This research recalculates the one-loop effective action for a scalar field in a curved background, demonstrating that the Higgs boson mass and vacuum energy exhibit only logarithmic sensitivity to the UV cutoff. The work attributes the previously observed quadratic and quartic divergences to an improper definition of the physical cutoff and an incomplete path integral measure.
We report the first experimental results on spin-dependent elastic weakly interacting massive particle (WIMP) nucleon scattering from the XENON1T dark matter search experiment. The analysis uses the full ton year exposure of XENON1T to constrain the spin-dependent proton-only and neutron-only cases. No significant signal excess is observed, and a profile likelihood ratio analysis is used to set exclusion limits on the WIMP-nucleon interactions. This includes the most stringent constraint to date on the WIMP-neutron cross section, with a minimum of 6.3×10426.3\times10^{-42} cm2^2 at 30 GeV/c2{}^2 and 90% confidence level. The results are compared with those from collider searches and used to exclude new parameter space in an isoscalar theory with an axial-vector mediator.

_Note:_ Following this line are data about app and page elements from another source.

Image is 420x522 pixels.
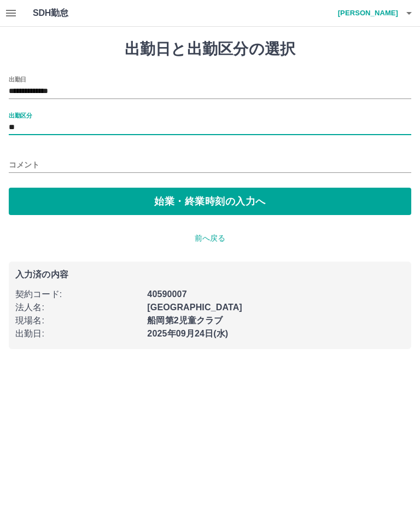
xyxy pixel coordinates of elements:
p: 出勤日 : [15,327,141,341]
p: 法人名 : [15,301,141,314]
label: 出勤区分 [9,111,31,119]
b: 船岡第2児童クラブ [147,316,223,325]
h1: 出勤日と出勤区分の選択 [9,40,411,58]
b: [GEOGRAPHIC_DATA] [147,303,242,312]
b: 2025年09月24日(水) [147,329,228,339]
b: 40590007 [147,289,187,299]
p: 現場名 : [15,314,141,327]
p: 契約コード : [15,288,141,301]
button: 始業・終業時刻の入力へ [9,188,411,215]
label: 出勤日 [9,75,26,84]
p: 前へ戻る [9,233,411,244]
p: 入力済の内容 [15,270,405,279]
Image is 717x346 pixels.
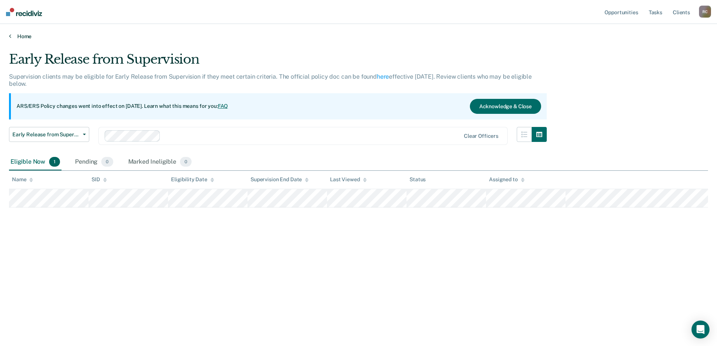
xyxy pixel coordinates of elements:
[699,6,711,18] button: RC
[9,52,547,73] div: Early Release from Supervision
[127,154,193,171] div: Marked Ineligible0
[377,73,389,80] a: here
[250,177,308,183] div: Supervision End Date
[171,177,214,183] div: Eligibility Date
[409,177,425,183] div: Status
[101,157,113,167] span: 0
[489,177,524,183] div: Assigned to
[9,33,708,40] a: Home
[73,154,114,171] div: Pending0
[6,8,42,16] img: Recidiviz
[12,177,33,183] div: Name
[218,103,228,109] a: FAQ
[91,177,107,183] div: SID
[691,321,709,339] div: Open Intercom Messenger
[9,127,89,142] button: Early Release from Supervision
[180,157,192,167] span: 0
[16,103,228,110] p: ARS/ERS Policy changes went into effect on [DATE]. Learn what this means for you:
[9,73,532,87] p: Supervision clients may be eligible for Early Release from Supervision if they meet certain crite...
[330,177,366,183] div: Last Viewed
[470,99,541,114] button: Acknowledge & Close
[699,6,711,18] div: R C
[49,157,60,167] span: 1
[9,154,61,171] div: Eligible Now1
[464,133,498,139] div: Clear officers
[12,132,80,138] span: Early Release from Supervision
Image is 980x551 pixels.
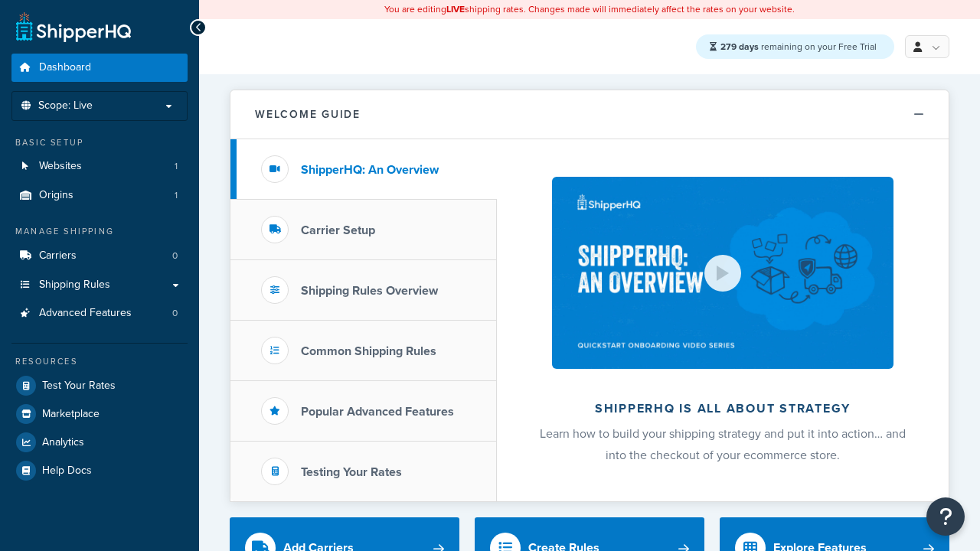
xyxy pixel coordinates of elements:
[301,223,375,237] h3: Carrier Setup
[537,402,908,416] h2: ShipperHQ is all about strategy
[39,61,91,75] span: Dashboard
[552,177,894,369] img: ShipperHQ is all about strategy
[927,498,965,536] button: Open Resource Center
[42,408,100,421] span: Marketplace
[540,425,906,464] span: Learn how to build your shipping strategy and put it into action… and into the checkout of your e...
[12,428,188,456] a: Analytics
[174,160,178,173] span: 1
[39,278,110,291] span: Shipping Rules
[42,436,84,449] span: Analytics
[446,3,465,16] b: LIVE
[12,136,188,149] div: Basic Setup
[38,100,92,113] span: Scope: Live
[12,299,188,328] a: Advanced Features0
[301,344,437,358] h3: Common Shipping Rules
[12,242,188,270] li: Carriers
[255,108,361,120] h2: Welcome Guide
[301,283,438,298] h3: Shipping Rules Overview
[42,379,116,393] span: Test Your Rates
[720,40,877,53] span: remaining on your Free Trial
[12,181,188,210] a: Origins1
[230,91,949,140] button: Welcome Guide
[12,181,188,210] li: Origins
[174,189,178,202] span: 1
[12,225,188,238] div: Manage Shipping
[173,250,178,262] span: 0
[12,457,188,484] a: Help Docs
[301,163,438,177] h3: ShipperHQ: An Overview
[12,152,188,180] a: Websites1
[12,299,188,328] li: Advanced Features
[12,371,188,399] a: Test Your Rates
[39,250,76,262] span: Carriers
[301,405,454,419] h3: Popular Advanced Features
[12,400,188,427] a: Marketplace
[39,307,132,320] span: Advanced Features
[720,40,759,53] strong: 279 days
[12,355,188,368] div: Resources
[12,242,188,270] a: Carriers0
[39,160,82,173] span: Websites
[12,53,188,82] a: Dashboard
[12,152,188,180] li: Websites
[39,189,74,202] span: Origins
[301,466,402,479] h3: Testing Your Rates
[12,271,188,299] a: Shipping Rules
[42,465,92,477] span: Help Docs
[173,307,178,320] span: 0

Current generation of detectors using noble gases in liquid phase for direct dark matter search and neutrino physics need large area photosensors. Silicon based photo-detectors are innovative light collecting devices and represent a successful technology in these research fields. The DarkSide collaboration started a dedicated development and customization of SiPM technology for its specific needs resulting in the design, production and assembly of large surface modules of 20x20 cm^2 named Photo Detection Unit for the DarkSide-20k experiment. Production of a large number of such devices, as needed to cover about 20 m^2 of active surface inside the DarkSide-20k detector, requires a robust testing and validation process. In order to match this requirement a dedicated test facility for the photosensor test was designed and commissioned at INFN-Naples laboratory. The first commissioning test was successfully performed in 2021. Since then a number of testing campaigns were performed. Detailed description of the facility is reported as well as results of some tests.

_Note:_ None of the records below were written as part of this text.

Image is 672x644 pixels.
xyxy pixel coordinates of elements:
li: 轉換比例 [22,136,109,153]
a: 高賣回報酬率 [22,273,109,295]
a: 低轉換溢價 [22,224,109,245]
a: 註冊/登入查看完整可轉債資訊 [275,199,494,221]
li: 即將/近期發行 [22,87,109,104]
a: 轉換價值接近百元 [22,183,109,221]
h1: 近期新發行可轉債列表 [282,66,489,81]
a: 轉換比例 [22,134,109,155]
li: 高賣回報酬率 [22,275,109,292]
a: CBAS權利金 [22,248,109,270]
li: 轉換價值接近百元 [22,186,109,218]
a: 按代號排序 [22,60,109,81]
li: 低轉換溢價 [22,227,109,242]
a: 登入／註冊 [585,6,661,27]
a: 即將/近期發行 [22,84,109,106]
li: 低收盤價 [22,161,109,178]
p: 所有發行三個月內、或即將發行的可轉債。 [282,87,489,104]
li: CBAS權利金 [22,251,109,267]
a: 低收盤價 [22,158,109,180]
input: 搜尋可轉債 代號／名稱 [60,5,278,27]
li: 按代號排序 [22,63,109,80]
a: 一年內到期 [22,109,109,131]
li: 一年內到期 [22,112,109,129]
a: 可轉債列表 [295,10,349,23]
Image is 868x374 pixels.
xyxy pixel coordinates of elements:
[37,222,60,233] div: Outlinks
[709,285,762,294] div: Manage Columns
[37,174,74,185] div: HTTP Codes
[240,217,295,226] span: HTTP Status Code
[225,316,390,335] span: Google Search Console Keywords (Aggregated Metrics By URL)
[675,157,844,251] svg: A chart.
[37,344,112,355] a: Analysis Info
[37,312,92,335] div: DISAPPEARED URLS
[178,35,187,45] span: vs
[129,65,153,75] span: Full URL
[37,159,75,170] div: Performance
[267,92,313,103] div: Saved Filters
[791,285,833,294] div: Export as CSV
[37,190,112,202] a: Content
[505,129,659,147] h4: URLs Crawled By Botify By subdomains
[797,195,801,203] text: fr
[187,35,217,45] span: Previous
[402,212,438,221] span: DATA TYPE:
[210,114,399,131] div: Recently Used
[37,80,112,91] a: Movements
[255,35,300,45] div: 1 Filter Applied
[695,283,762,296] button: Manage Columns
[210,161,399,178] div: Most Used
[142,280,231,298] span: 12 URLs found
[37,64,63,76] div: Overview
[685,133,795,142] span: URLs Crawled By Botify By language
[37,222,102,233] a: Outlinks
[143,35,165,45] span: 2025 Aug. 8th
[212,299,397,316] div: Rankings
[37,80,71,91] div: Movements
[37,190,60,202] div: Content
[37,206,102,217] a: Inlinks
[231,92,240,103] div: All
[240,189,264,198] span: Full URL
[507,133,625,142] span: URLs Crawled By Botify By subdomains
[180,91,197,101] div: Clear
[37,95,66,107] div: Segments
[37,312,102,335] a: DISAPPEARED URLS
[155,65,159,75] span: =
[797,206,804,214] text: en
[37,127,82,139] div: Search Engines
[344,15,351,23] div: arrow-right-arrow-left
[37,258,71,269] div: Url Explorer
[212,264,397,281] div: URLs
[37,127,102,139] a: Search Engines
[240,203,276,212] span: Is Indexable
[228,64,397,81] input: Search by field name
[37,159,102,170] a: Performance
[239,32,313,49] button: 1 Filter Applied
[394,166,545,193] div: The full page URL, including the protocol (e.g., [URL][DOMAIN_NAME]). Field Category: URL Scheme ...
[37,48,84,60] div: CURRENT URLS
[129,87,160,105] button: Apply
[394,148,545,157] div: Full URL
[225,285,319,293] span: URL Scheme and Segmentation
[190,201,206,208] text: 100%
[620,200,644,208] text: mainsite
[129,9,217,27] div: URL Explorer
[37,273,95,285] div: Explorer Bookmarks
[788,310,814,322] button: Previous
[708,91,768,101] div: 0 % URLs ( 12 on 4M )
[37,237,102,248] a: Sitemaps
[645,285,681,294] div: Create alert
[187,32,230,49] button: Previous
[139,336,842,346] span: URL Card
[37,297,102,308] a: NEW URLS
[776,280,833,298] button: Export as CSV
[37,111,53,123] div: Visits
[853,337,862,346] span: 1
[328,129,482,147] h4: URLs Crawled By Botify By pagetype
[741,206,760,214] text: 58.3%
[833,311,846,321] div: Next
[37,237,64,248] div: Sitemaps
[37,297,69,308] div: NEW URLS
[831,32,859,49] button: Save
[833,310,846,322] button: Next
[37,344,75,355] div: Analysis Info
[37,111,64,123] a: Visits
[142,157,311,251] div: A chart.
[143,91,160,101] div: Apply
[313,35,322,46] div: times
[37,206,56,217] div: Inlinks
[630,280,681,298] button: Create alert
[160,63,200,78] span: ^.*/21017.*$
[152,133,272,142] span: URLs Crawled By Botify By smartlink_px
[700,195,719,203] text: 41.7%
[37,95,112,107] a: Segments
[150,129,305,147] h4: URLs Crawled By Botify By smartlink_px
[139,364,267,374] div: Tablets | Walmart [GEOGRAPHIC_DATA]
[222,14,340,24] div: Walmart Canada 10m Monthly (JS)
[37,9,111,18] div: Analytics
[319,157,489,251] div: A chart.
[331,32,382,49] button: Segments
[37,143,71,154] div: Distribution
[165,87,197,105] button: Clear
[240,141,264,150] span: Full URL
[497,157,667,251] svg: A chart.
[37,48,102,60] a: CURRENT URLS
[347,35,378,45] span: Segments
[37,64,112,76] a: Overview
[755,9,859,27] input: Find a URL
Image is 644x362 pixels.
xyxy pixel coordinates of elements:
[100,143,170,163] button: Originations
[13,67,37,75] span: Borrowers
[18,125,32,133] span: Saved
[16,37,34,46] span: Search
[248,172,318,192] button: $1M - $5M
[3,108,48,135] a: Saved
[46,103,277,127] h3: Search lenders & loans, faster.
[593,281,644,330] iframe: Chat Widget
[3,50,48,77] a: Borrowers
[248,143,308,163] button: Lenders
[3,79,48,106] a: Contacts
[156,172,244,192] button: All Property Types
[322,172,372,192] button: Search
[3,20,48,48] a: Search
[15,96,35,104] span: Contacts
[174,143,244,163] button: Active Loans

Dark matter particles with Planck-scale mass (1019GeV/c2\simeq10^{19}\text{GeV}/c^2) arise in well-motivated theories and could be produced by several cosmological mechanisms. Using a blind analysis of data collected over a 813 d live time with DEAP-3600, a 3.3 t single-phase liquid argon-based dark matter experiment at SNOLAB, a search for supermassive dark matter was performed, looking for multiple-scatter signals. No candidate signal events were observed, leading to the first direct detection constraints on Planck-scale mass dark matter. Leading limits constrain dark matter masses between 8.3×1068.3\times10^{6} and 1.2×1019GeV/c21.2\times10^{19} \text{GeV}/c^2, and cross sections for scattering on 40^{40}Ar between 1.0×10231.0\times10^{-23} and 2.4×1018cm22.4\times10^{-18} \text{cm}^2. These are used to constrain two composite dark matter models.

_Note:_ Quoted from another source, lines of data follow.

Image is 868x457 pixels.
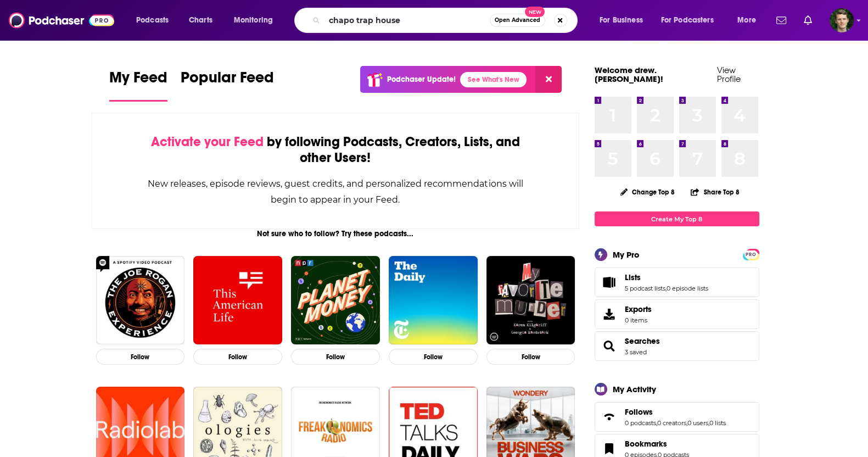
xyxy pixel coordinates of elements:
[625,439,689,449] a: Bookmarks
[830,8,854,33] span: Logged in as drew.kilman
[595,267,759,297] span: Lists
[772,11,791,30] a: Show notifications dropdown
[291,256,380,345] img: Planet Money
[799,11,816,30] a: Show notifications dropdown
[595,331,759,361] span: Searches
[193,349,282,364] button: Follow
[147,134,524,166] div: by following Podcasts, Creators, Lists, and other Users!
[598,274,620,290] a: Lists
[388,256,478,345] img: The Daily
[96,256,185,345] img: The Joe Rogan Experience
[830,8,854,33] button: Show profile menu
[729,11,770,29] button: open menu
[613,384,656,394] div: My Activity
[387,75,456,84] p: Podchaser Update!
[708,419,710,427] span: ,
[625,439,667,449] span: Bookmarks
[109,68,168,93] span: My Feed
[656,419,657,427] span: ,
[189,13,212,28] span: Charts
[710,419,726,427] a: 0 lists
[666,284,708,292] a: 0 episode lists
[147,175,524,207] div: New releases, episode reviews, guest credits, and personalized recommendations will begin to appe...
[525,6,545,17] span: New
[717,65,741,84] a: View Profile
[613,249,640,260] div: My Pro
[226,11,287,29] button: open menu
[737,13,756,28] span: More
[661,13,714,28] span: For Podcasters
[625,407,653,417] span: Follows
[129,11,183,29] button: open menu
[625,272,641,282] span: Lists
[600,13,643,28] span: For Business
[614,185,682,199] button: Change Top 8
[657,419,686,427] a: 0 creators
[487,349,575,364] button: Follow
[598,306,620,322] span: Exports
[96,349,185,364] button: Follow
[595,65,664,84] a: Welcome drew.[PERSON_NAME]!
[625,304,652,314] span: Exports
[325,11,490,29] input: Search podcasts, credits, & more...
[151,134,264,150] span: Activate your Feed
[8,10,114,30] img: Podchaser - Follow, Share and Rate Podcasts
[193,256,282,345] img: This American Life
[595,402,759,432] span: Follows
[598,338,620,354] a: Searches
[490,13,545,27] button: Open AdvancedNew
[688,419,708,427] a: 0 users
[666,284,666,292] span: ,
[460,72,526,87] a: See What's New
[291,349,380,364] button: Follow
[109,68,168,102] a: My Feed
[182,11,219,29] a: Charts
[305,8,588,33] div: Search podcasts, credits, & more...
[654,11,729,29] button: open menu
[494,18,540,23] span: Open Advanced
[180,68,274,93] span: Popular Feed
[234,13,273,28] span: Monitoring
[625,284,666,292] a: 5 podcast lists
[625,336,660,346] a: Searches
[625,316,652,324] span: 0 items
[180,68,274,102] a: Popular Feed
[625,419,656,427] a: 0 podcasts
[744,250,758,259] span: PRO
[598,441,620,456] a: Bookmarks
[487,256,575,345] img: My Favorite Murder with Karen Kilgariff and Georgia Hardstark
[625,348,647,356] a: 3 saved
[625,272,708,282] a: Lists
[595,299,759,329] a: Exports
[830,8,854,33] img: User Profile
[595,212,759,226] a: Create My Top 8
[686,419,688,427] span: ,
[690,181,739,202] button: Share Top 8
[744,250,758,258] a: PRO
[92,229,580,238] div: Not sure who to follow? Try these podcasts...
[388,349,478,364] button: Follow
[625,407,726,417] a: Follows
[136,13,168,28] span: Podcasts
[598,409,620,424] a: Follows
[592,11,656,29] button: open menu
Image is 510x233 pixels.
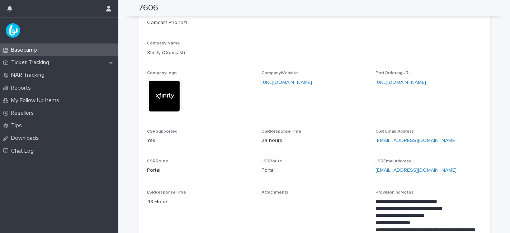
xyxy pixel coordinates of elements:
[147,41,180,46] span: Company Name
[261,190,288,195] span: Attachments
[8,59,55,66] p: Ticket Tracking
[261,129,301,134] span: CSRResponseTime
[147,167,160,174] span: Portal
[375,190,413,195] span: ProvisioningNotes
[147,49,481,57] p: Xfinity (Comcast)
[261,198,367,206] p: -
[8,72,50,79] p: NAR Tracking
[6,23,20,38] img: UPKZpZA3RCu7zcH4nw8l
[375,138,456,143] a: [EMAIL_ADDRESS][DOMAIN_NAME]
[8,85,37,91] p: Reports
[147,159,169,164] span: CSRRoute
[8,97,65,104] p: My Follow Up Items
[8,110,39,117] p: Resellers
[8,47,43,53] p: Basecamp
[147,190,186,195] span: LSRResponseTime
[261,167,275,174] span: Portal
[138,3,158,13] h2: 7606
[8,122,28,129] p: Tips
[375,71,411,75] span: PortOrderingURL
[147,71,177,75] span: CompanyLogo
[375,80,426,85] a: [URL][DOMAIN_NAME]
[147,129,177,134] span: CSRSupported
[261,71,298,75] span: CompanyWebsite
[147,19,253,27] p: Comcast Phone/1
[147,137,253,145] p: Yes
[261,159,282,164] span: LSRRoute
[375,168,456,173] a: [EMAIL_ADDRESS][DOMAIN_NAME]
[375,159,411,164] span: LSREmailAddress
[261,137,367,145] p: 24 hours
[147,198,253,206] p: 48 Hours
[375,129,414,134] span: CSR Email Address
[8,148,39,155] p: Chat Log
[261,80,312,85] a: [URL][DOMAIN_NAME]
[8,135,44,142] p: Downloads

Phase transitions in a non-perturbative regime can be studied by ab initio Lattice Field Theory methods. The status and future research directions for LFT investigations of Quantum Chromo-Dynamics under extreme conditions are reviewed, including properties of hadrons and of the hypothesized QCD axion as inferred from QCD topology in different phases. We discuss phase transitions in strong interactions in an extended parameter space, and the possibility of model building for Dark Matter and Electro-Weak Symmetry Breaking. Methodological challenges are addressed as well, including new developments in Artificial Intelligence geared towards the identification of different phases and transitions.
New data from the T2K neutrino oscillation experiment produce the most precise measurement of the neutrino mixing parameter theta_{23}. Using an off-axis neutrino beam with a peak energy of 0.6 GeV and a data set corresponding to 6.57 x 10^{20} protons on target, T2K has fit the energy-dependent nu_mu oscillation probability to determine oscillation parameters. Marginalizing over the values of other oscillation parameters yields sin^2 (theta_{23}) = 0.514 +0.055/-0.056 (0.511 +- 0.055), assuming normal (inverted) mass hierarchy. The best-fit mass-squared splitting for normal hierarchy is Delta m^2_{32} = (2.51 +- 0.10) x 10^{-3} eV^2/c^4 (inverted hierarchy: Delta m^2_{13} = (2.48 +- 0.10) x 10^{-3} eV^2/c^4). Adding a model of multinucleon interactions that affect neutrino energy reconstruction is found to produce only small biases in neutrino oscillation parameter extraction at current levels of statistical uncertainty.
With the planned turn-on of the PIP-II 800 MeV superconducting proton linac, Fermilab will potentially become the world's best laboratory at which to carry out fundamental muon measurements, sensitive searches for symmetry violation, and precision tests of theory. In preparation, we propose to develop the techniques that will be needed. An R&D and physics program is proposed at the Fermilab MeV Test Area to use the existing 400 MeV Linac to demonstrate the efficient production of a slow muonium beam using μ+\mu^+ stopped in a ~100-μ\mum-thick layer of superfluid helium, and to use that beam to measure muonium gravity.
We present a search for dark matter particles with sub-GeV/c2c^2 masses whose interactions have final state electrons using the DarkSide-50 experiment's (12306 ±\pm 184) kg d low-radioactivity liquid argon exposure. By analyzing the ionization signals, we exclude new parameter space for the dark matter-electron cross section σˉe\bar{\sigma}_e, the axioelectric coupling constant gAeg_{Ae}, and the dark photon kinetic mixing parameter κ\kappa. We also set the first dark matter direct-detection constraints on the mixing angle Ue42\left|U_{e4}\right|^2 for keV sterile neutrinos.